Built between 1970 and 1972, with 325 m² of constructed area, the house is figured out with two structured sidewalls, of reinforced concrete, each one sustained by two buttress of the same material. Between these sidewalls, there are disposal ribbed-slabs that covers the completely transversal interspace and creates into the house an internal clearance space.
Organized in half-floor,this house presents at the middle floor the social entry, with an internal garden at its right, and a dinner room, at its left. The dinner room connects to the block containing kitchen and laundry, which is located at the front part of the house, and beside the garage. At the lower floor, eight degrees below of the middle floor, there are living room and a small office – which are extended through the veranda until to encounter the external garden, at the back of the ground -, besides the toilet, a yellow closed circular volume. At the upper floor, eight degrees above the middle floor (social entry), there are bedrooms associated with closets and bathrooms; along the gallery that access the bedrooms, there is a concrete wardrobe that works as a bulkhead, which provides more privacy to the intimate area.
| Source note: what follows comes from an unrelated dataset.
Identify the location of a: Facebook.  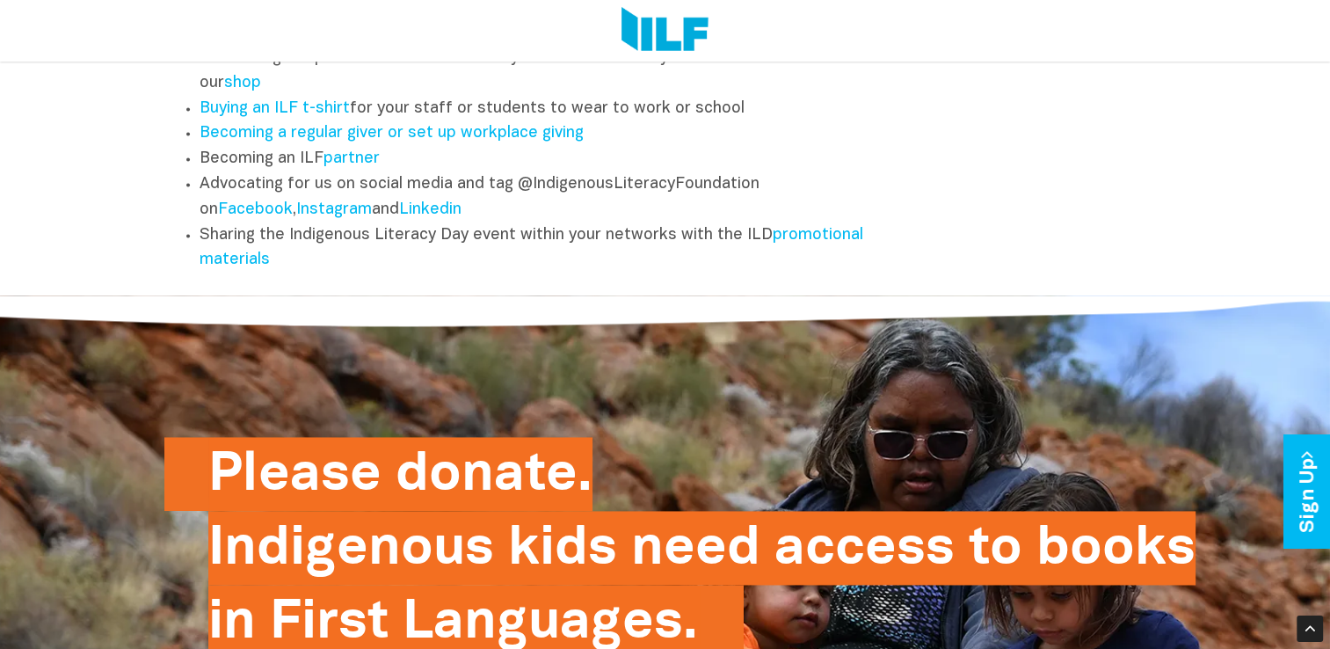
(255, 209).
The roof, single and inclined, a waterproof ribbed-slab filled with ceramic bricks, generates different dimensions of highs, creating a great dynamic into the internal space.
This dynamism is accentuated by the natural light, captured from the translucent roof of the internal garden, and where the ribs of the ribbed-slab, not filled, become a concrete pergola.
Few materialsare used in the project, three in particular: reinforced concrete and clay bricks (natural color or painted) at sight and transparent tempered glass.
The house is well maintained and integrate as the pictures reveal, and it is still used as a residence nowadays.
Architect Paulo Bastos past away in 2012, but the studio keeps running with his partners, Architects Nelson Xavier (FAU-USP*, 1984) and Luciane Shoyama (FAAC-UNESP**, 1995), Executive Partners and Heads of Studio. The company’s corporate name was maintained in an effort to preserve the memory and work of its founder, a reference in Brazilian Modernist Architecture.